When deploying Ethereum smart contracts written in Solidity, transactions costs paid in gas can add up quickly. Finding ways to optimize gas usage is crucial for keeping fees lower. In this post we’ll explore 7 straightforward gas optimization techniques for Solidity developers.
1. Avoid Unnecessary Use of Storage
Writing data to storage is one of the most expensive operations in Solidity. Reduce gas costs by avoiding unnecessary writes. For example, move constant values to memory:
// Expensive
string public constant NAME = "MyContract";
// Cheaper
string memory NAME = "MyContract";
Also be careful about storing large pieces of data on-chain. Use alternative patterns like IPFS for larger data.
- Storing data costs 20,000 gas versus 3 gas for memory.
- Minimize storage by using memory for fixed constants and temporary values.
- Store large data like files off-chain (IPFS) and put hash on-chain.
2. Enable the ABI Encoder v2
The ABI encoder translates data types into the format stored on the blockchain. Enabling the newer v2 encoder saves gas:
pragma solidity ^0.8.0;
// Enable ABI encoder v2
pragma abicoder v2;
contract MyContract {
//...
}
- Newer encoder uses less gas for structs, arrays, function params.
- But may break older clients – test compatibility.
3. Avoid Loops and Complex Computations
Loops that iterate or compute over arrays and mappings are expensive:
// Very expensive loop!
for (uint i = 0; i < users.length; i++) {
// ...
}
Avoid loops when possible. If needed, limit iterations and computations inside them.
- Every iteration costs gas, so minimize loops.
- If needed, limit range and computations per loop.
- Map/filter/reduce patterns often cheaper than for loops.
4. Optimize Order of Expensive Ops
Some operations like SSTOREs are more expensive than SLOADs. Reorder statements to shift cheaper ops first:
mapping(address => uint) public balances;
function deposit() public payable {
// SSTORE then SLOAD
uint balance = balances[msg.sender];
balance += msg.value;
balances[msg.sender] = balance;
// SLOAD then SSTORE (cheaper)
uint balance = balances[msg.sender];
balances[msg.sender] = balance + msg.value;
}
- Do cheaper SLOADs before more expensive SSTOREs.
- Move static calls like address(this) out of loops.
- Be aware of the gas cost order – SLOAD < other ops < SSTORE.
5. Precompute Off-Chain When Possible
Computing values in advance outside the blockchain is cheaper than doing it inside smart contracts:
// On-chain computation
function verify(uint numA, uint numB) {
require(numA * numB < 1000);
}
// Precomputed off-chain
function verify(uint result) {
require(result < 1000);
}
- Do computations like hashes, signatures outside.
- Pass in precomputed values to save on-chain gas.
- Allows using faster languages like Python or Go.
6. Optimize Data Layout
Storing data contiguously in structs and arrays is cheaper than separate variables. Packed data costs less gas.
- Packed slots and contiguous storage is cheaper.
- Group commonly accessed data together.
- Order by size with smallest types first.
7. Use Events over Logs
For debugging, events are a cheaper way to record data than logs:
// More expensive
log("Deposit made");
// Cheaper
event Deposit(address indexed user, uint amount);
emit Deposit(msg.sender, msg.value);
- Events are 75% cheaper for logging data.
- Useful for tracing and debugging.
- Indexed params help filter event logs.
Conclusion
Following gas optimization best practices will allow you to deploy leaner and more efficient smart contracts! Let me know if you need any clarification or have additional questions.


_Problem details:_ Everything in the records below except the pictures must be written out exactly.

START Source information

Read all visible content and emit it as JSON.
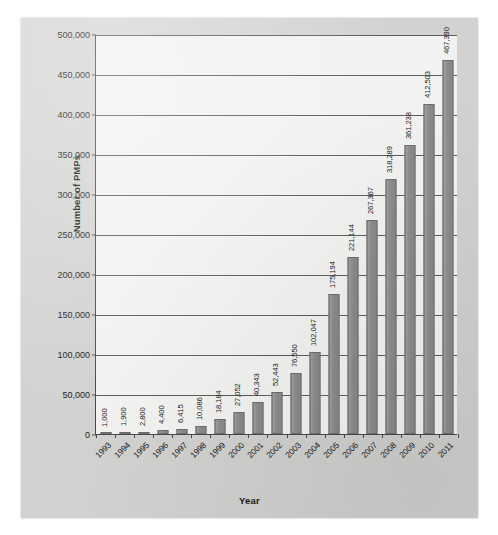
{
  "chart_data": {
    "type": "bar",
    "title": "",
    "xlabel": "Year",
    "ylabel": "Number of PMPs",
    "categories": [
      "1993",
      "1994",
      "1995",
      "1996",
      "1997",
      "1998",
      "1999",
      "2000",
      "2001",
      "2002",
      "2003",
      "2004",
      "2005",
      "2006",
      "2007",
      "2008",
      "2009",
      "2010",
      "2011"
    ],
    "values": [
      1000,
      1900,
      2800,
      4400,
      6415,
      10086,
      18184,
      27052,
      40343,
      52443,
      76550,
      102047,
      175194,
      221144,
      267367,
      318289,
      361238,
      412503,
      467390
    ],
    "value_labels": [
      "1,000",
      "1,900",
      "2,800",
      "4,400",
      "6,415",
      "10,086",
      "18,184",
      "27,052",
      "40,343",
      "52,443",
      "76,550",
      "102,047",
      "175,194",
      "221,144",
      "267,367",
      "318,289",
      "361,238",
      "412,503",
      "467,390"
    ],
    "ylim": [
      0,
      500000
    ],
    "ytick_values": [
      0,
      50000,
      100000,
      150000,
      200000,
      250000,
      300000,
      350000,
      400000,
      450000,
      500000
    ],
    "ytick_labels": [
      "0",
      "50,000",
      "100,000",
      "150,000",
      "200,000",
      "250,000",
      "300,000",
      "350,000",
      "400,000",
      "450,000",
      "500,000"
    ],
    "grid": "horizontal",
    "legend": "none",
    "colors": {
      "bar_fill": "#8d8d8d",
      "bar_stroke": "#6e6e6e",
      "plot_background": "#f2f2f0",
      "page_background": "#d3d3d1",
      "axis": "#4a4a4a",
      "gridline": "#5c5c5c",
      "text": "#1b1b1b"
    }
  }
}
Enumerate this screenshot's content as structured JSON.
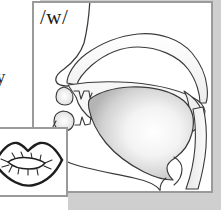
{
  "figure": {
    "kind": "articulatory-phonetics-diagram",
    "phoneme_label": "/w/",
    "edge_fragment_text": "y",
    "background_color": "#ffffff",
    "shadow_color": "#cfcfcf",
    "frame_border_color": "#9a9a9a",
    "outline_color": "#2a2a2a"
  },
  "main_panel": {
    "name": "sagittal-section-panel",
    "label": "/w/",
    "parts": [
      {
        "name": "nose-profile",
        "label": "nose"
      },
      {
        "name": "nasal-cavity",
        "label": "nasal cavity"
      },
      {
        "name": "hard-palate",
        "label": "hard palate"
      },
      {
        "name": "soft-palate-velum",
        "label": "velum"
      },
      {
        "name": "upper-lip",
        "label": "upper lip"
      },
      {
        "name": "upper-teeth",
        "label": "upper teeth"
      },
      {
        "name": "lower-lip",
        "label": "lower lip"
      },
      {
        "name": "lower-teeth",
        "label": "lower teeth"
      },
      {
        "name": "tongue-body",
        "label": "tongue"
      },
      {
        "name": "pharynx-wall",
        "label": "pharyngeal wall"
      },
      {
        "name": "epiglottis",
        "label": "epiglottis"
      },
      {
        "name": "jaw-chin-outline",
        "label": "jaw"
      }
    ]
  },
  "lips_panel": {
    "name": "lips-front-view-panel",
    "label": "rounded lips",
    "parts": [
      {
        "name": "upper-lip-outline",
        "label": "upper lip"
      },
      {
        "name": "lower-lip-outline",
        "label": "lower lip"
      },
      {
        "name": "mouth-aperture",
        "label": "mouth opening"
      }
    ]
  }
}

END Source information

_Solved exercise:_
Read all visible content and emit it as JSON.
{
  "chart_data": {
    "type": "bar",
    "title": "",
    "xlabel": "Year",
    "ylabel": "Number of PMPs",
    "categories": [
      "1993",
      "1994",
      "1995",
      "1996",
      "1997",
      "1998",
      "1999",
      "2000",
      "2001",
      "2002",
      "2003",
      "2004",
      "2005",
      "2006",
      "2007",
      "2008",
      "2009",
      "2010",
      "2011"
    ],
    "values": [
      1000,
      1900,
      2800,
      4400,
      6415,
      10086,
      18184,
      27052,
      40343,
      52443,
      76550,
      102047,
      175194,
      221144,
      267367,
      318289,
      361238,
      412503,
      467390
    ],
    "value_labels": [
      "1,000",
      "1,900",
      "2,800",
      "4,400",
      "6,415",
      "10,086",
      "18,184",
      "27,052",
      "40,343",
      "52,443",
      "76,550",
      "102,047",
      "175,194",
      "221,144",
      "267,367",
      "318,289",
      "361,238",
      "412,503",
      "467,390"
    ],
    "ylim": [
      0,
      500000
    ],
    "ytick_values": [
      0,
      50000,
      100000,
      150000,
      200000,
      250000,
      300000,
      350000,
      400000,
      450000,
      500000
    ],
    "ytick_labels": [
      "0",
      "50,000",
      "100,000",
      "150,000",
      "200,000",
      "250,000",
      "300,000",
      "350,000",
      "400,000",
      "450,000",
      "500,000"
    ],
    "grid": "horizontal",
    "legend": "none",
    "colors": {
      "bar_fill": "#8d8d8d",
      "bar_stroke": "#6e6e6e",
      "plot_background": "#f2f2f0",
      "page_background": "#d3d3d1",
      "axis": "#4a4a4a",
      "gridline": "#5c5c5c",
      "text": "#1b1b1b"
    }
  }
}
Enumerate this screenshot's content as structured JSON.
{
  "figure": {
    "kind": "articulatory-phonetics-diagram",
    "phoneme_label": "/w/",
    "edge_fragment_text": "y",
    "background_color": "#ffffff",
    "shadow_color": "#cfcfcf",
    "frame_border_color": "#9a9a9a",
    "outline_color": "#2a2a2a"
  },
  "main_panel": {
    "name": "sagittal-section-panel",
    "label": "/w/",
    "parts": [
      {
        "name": "nose-profile",
        "label": "nose"
      },
      {
        "name": "nasal-cavity",
        "label": "nasal cavity"
      },
      {
        "name": "hard-palate",
        "label": "hard palate"
      },
      {
        "name": "soft-palate-velum",
        "label": "velum"
      },
      {
        "name": "upper-lip",
        "label": "upper lip"
      },
      {
        "name": "upper-teeth",
        "label": "upper teeth"
      },
      {
        "name": "lower-lip",
        "label": "lower lip"
      },
      {
        "name": "lower-teeth",
        "label": "lower teeth"
      },
      {
        "name": "tongue-body",
        "label": "tongue"
      },
      {
        "name": "pharynx-wall",
        "label": "pharyngeal wall"
      },
      {
        "name": "epiglottis",
        "label": "epiglottis"
      },
      {
        "name": "jaw-chin-outline",
        "label": "jaw"
      }
    ]
  },
  "lips_panel": {
    "name": "lips-front-view-panel",
    "label": "rounded lips",
    "parts": [
      {
        "name": "upper-lip-outline",
        "label": "upper lip"
      },
      {
        "name": "lower-lip-outline",
        "label": "lower lip"
      },
      {
        "name": "mouth-aperture",
        "label": "mouth opening"
      }
    ]
  }
}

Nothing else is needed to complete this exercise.